Letter
to the Editor: Southern Sierra Messenger
By
David Chandler
In
his November 11, 2005 column Montie Montana Jr. quotes an incredibly
stupid and mean spirited pseudo comparison between Hurricane Katrina
and a blizzard that recently hit North Dakota and southwestern Montana.
(Check out Snopes.com,
the "urban myth" debunking site for the even more virulent
original version that has been circulating on the Internet.) The
"report" was blatantly concocted to contrast the noble,
self-reliant, "we don't need no government assistance"
ways of "real" Americans with the hand-out-dependent welfare
leaches in New Orleans. The author avoided citing race, explicitly,
but all the code words and cliches are in place. (I will give Montie,
or his prior source, credit for omitting the most explicitly racial
elements of the original, although the implicit racism that pervades
the entire piece is thinly veiled.)
Everything
about the comparison is a stretch. There is no such thing as a "Category
5" blizzard, and if there were, 2-feet of snowfall and 50 mph
winds wouldn't hack it. The Saffir-Simpson scale applies to hurricanes,
and you need 74-95 mph winds and 4-5 feet of storm surge even to
qualify for a Category 1 hurricane. The energy of wind varies as
the square of the velocity, so 90 mph winds have over three times
the destructive capacity of 50 mph winds, not even counting the
storm surge. The wind alone in a Category 5 hurricane would be 25
times as destructive. Stranded motorists and downed trees don't
compare with people stranded for days in attics and on rooftops
without food or drinking water surrounded with floodwaters polluted
by chemical spills and decaying, floating bodies, compounded by
the demolition of the infrastructure of the entire region.
Furthermore,
the contention that "No one howled for the government"
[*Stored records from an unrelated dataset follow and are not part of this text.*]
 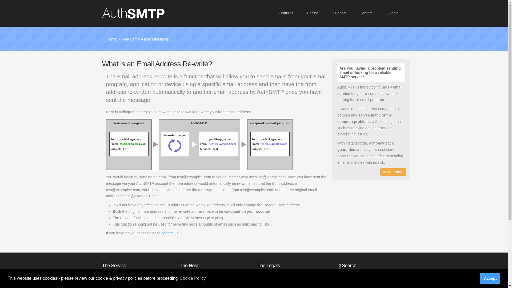 What do you see at coordinates (111, 39) in the screenshot?
I see `Home` at bounding box center [111, 39].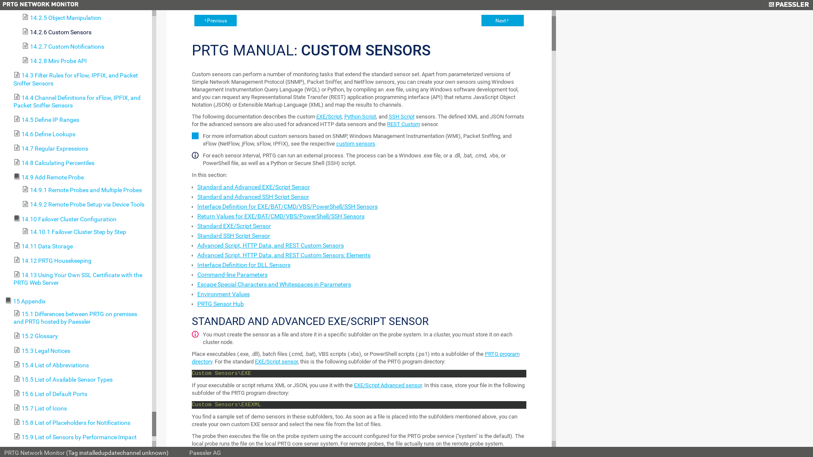 The image size is (813, 457). Describe the element at coordinates (85, 16) in the screenshot. I see `14.2.5 Object Manipulation` at that location.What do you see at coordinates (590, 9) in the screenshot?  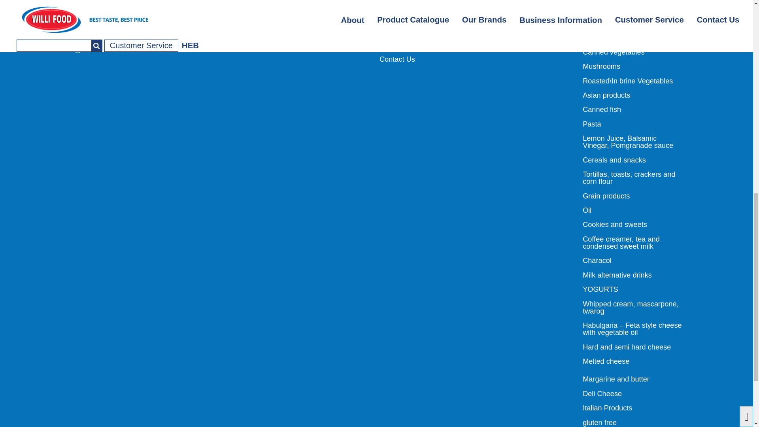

in the blizzard-struck region is false. It was primarily the (government
funded) State Highway Patrol and National Guard, rather than the
self-reliant local residents, who rescued stranded motorists, and
the Governor of North Dakota did in fact appeal to President Bush
to have the area declared a disaster area and to obtain FEMA assistance
(the text of his letter is available on the Snopes.com site). That
assistance, by the way, did not arrive, possibly because this disaster
was so short-lived. After the storm North Dakota continued to seek
compensation from the federal government for the state expenses,
which the governor estimated as exceeding $2 million. (That's million
with a mere "M"!)
We take this
kind of innuendo-laced diatribe seriously because my wife, Billie,
happened to be in Alabama when the hurricane hit. Even from the
distance of Birmingham she witnessed the impact of the tragedy as
it affected even its most fortunate survivors who got out in time.
She woke up with nightmares for a week. She
wrote of the experience for the Visalia Times Delta. This was
a catastrophic event that had been warned of for years compounded
by denial and neglect by the most powerful forces in the region
and in Washington. To blame the poor and disenfranchised who had
minimal options for response and who suffered the most is to regress
into the racism that has torn our country apart in the past and
continues to poison civil dialogue to this day.